Congratulations to Jin Wang on successfully defending her PhD thesis titled “Acceleration and Optimization of Dynamic Parallelism for Irregular Applications on GPUs”!

Posted by on Nov 7, 2016 in News

Congratulations to Jin Wang on successfully defending her PhD thesis titled “Acceleration and Optimization of Dynamic Parallelism for Irregular Applications on GPUs”!

Jin Wang successfully defended her thesis titled “Acceleration and Optimization of Dynamic Parallelism for Irregular Applications on GPUs” on Nov 7, 2016. Congratulations Dr. Wang!!!

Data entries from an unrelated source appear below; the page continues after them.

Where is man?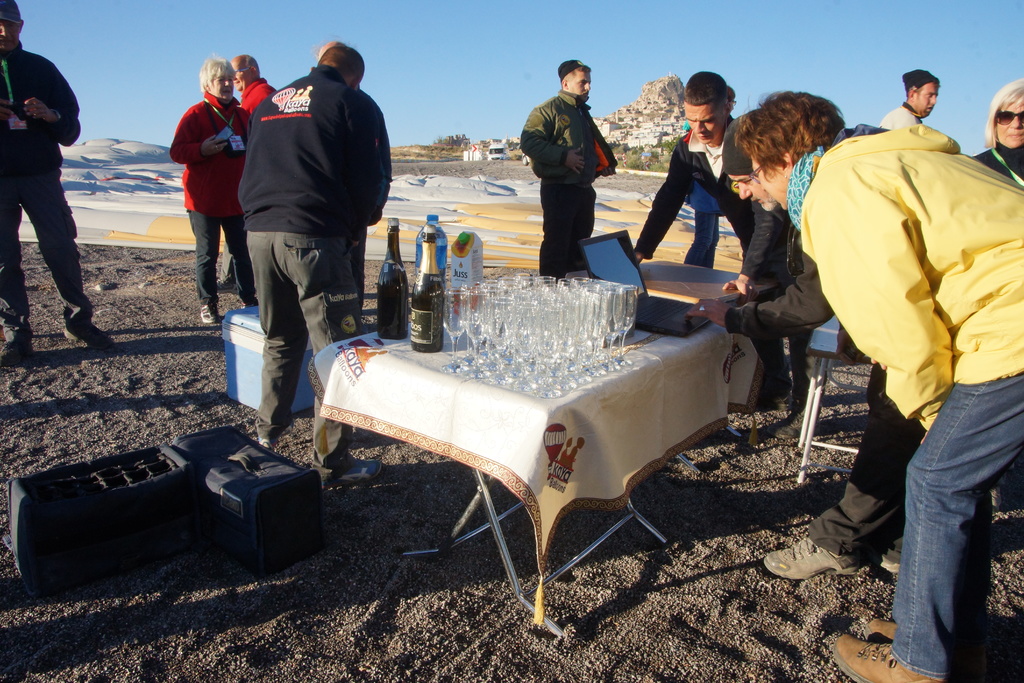
<region>874, 70, 939, 136</region>.
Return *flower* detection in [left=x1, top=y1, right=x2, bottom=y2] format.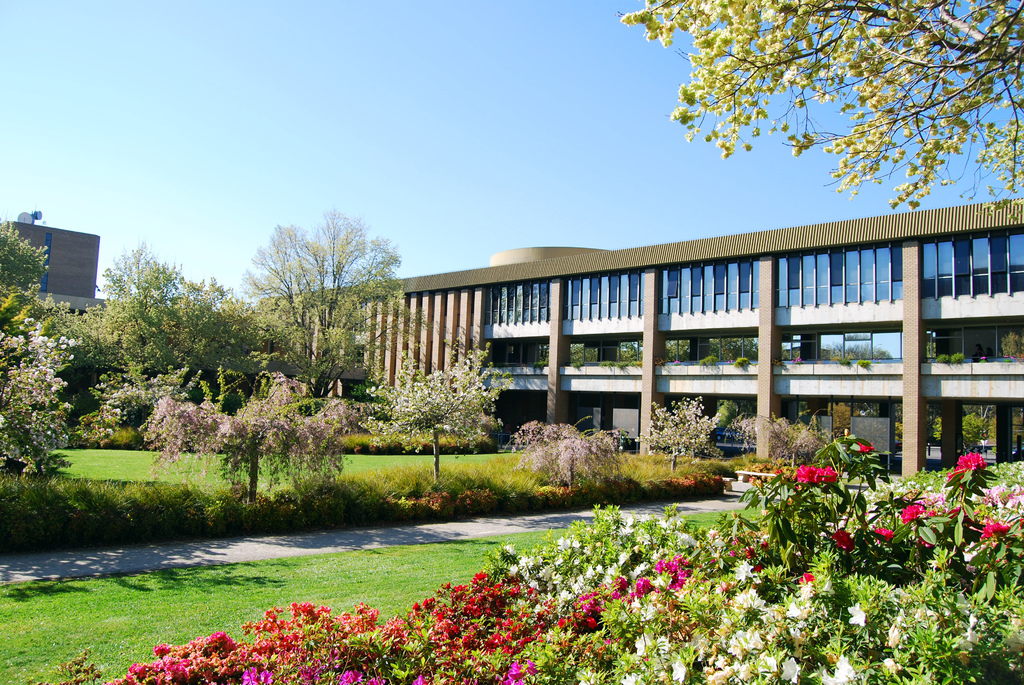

Abstract: The objective of this thesis is the development, implementation and optimization of a GPU execution model extension that efficiently supports time-varying, nested, fine-grained dynamic parallelism occurring in the irregular data intensive applications. These dynamically formed pockets of structured parallelism can utilize the recently introduced device-side nested kernel launch capabilities on GPUs. However, the low utilization of GPU resources and the high cost of the device kernel launch make it still difficult to harness dynamic parallelism on GPUs. This thesis then presents an extension to the common Bulk Synchronous Parallel(BSP) GPU execution model – Dynamic Thread Block Launch (DTBL), which provides the capability of spawning light-weight thread blocks from GPU threads on demand and coalescing them to existing native executing kernels. The finer granularity of a thread block provides effective and efficient control of smaller-scale, dynamically occurring nested pockets of structured parallelism during the computation. Evaluations of DTBL shows an average of 1.21x speedup over the baseline implementations. The thesis proposes two classes of optimizations of this model. The first is a thread block scheduling strategy that exploits spatial and temporal reference locality between parent kernels and dynamically launched child kernels. The locality-aware thread block scheduler is able to achieve another 27% increase in the overall performance. The second is an energy efficiency optimization which utilizes the SMX occupancy bubbles during the execution of a DTBL application and converts them to SMX idle period where a flexible DVFS technique can be applied to reduce the dynamic and leakage power to achieve better energy efficiency. By presenting the implementation, measurements and key insights, this thesis takes a step in addressing the challenges and issues in emerging irregular applications.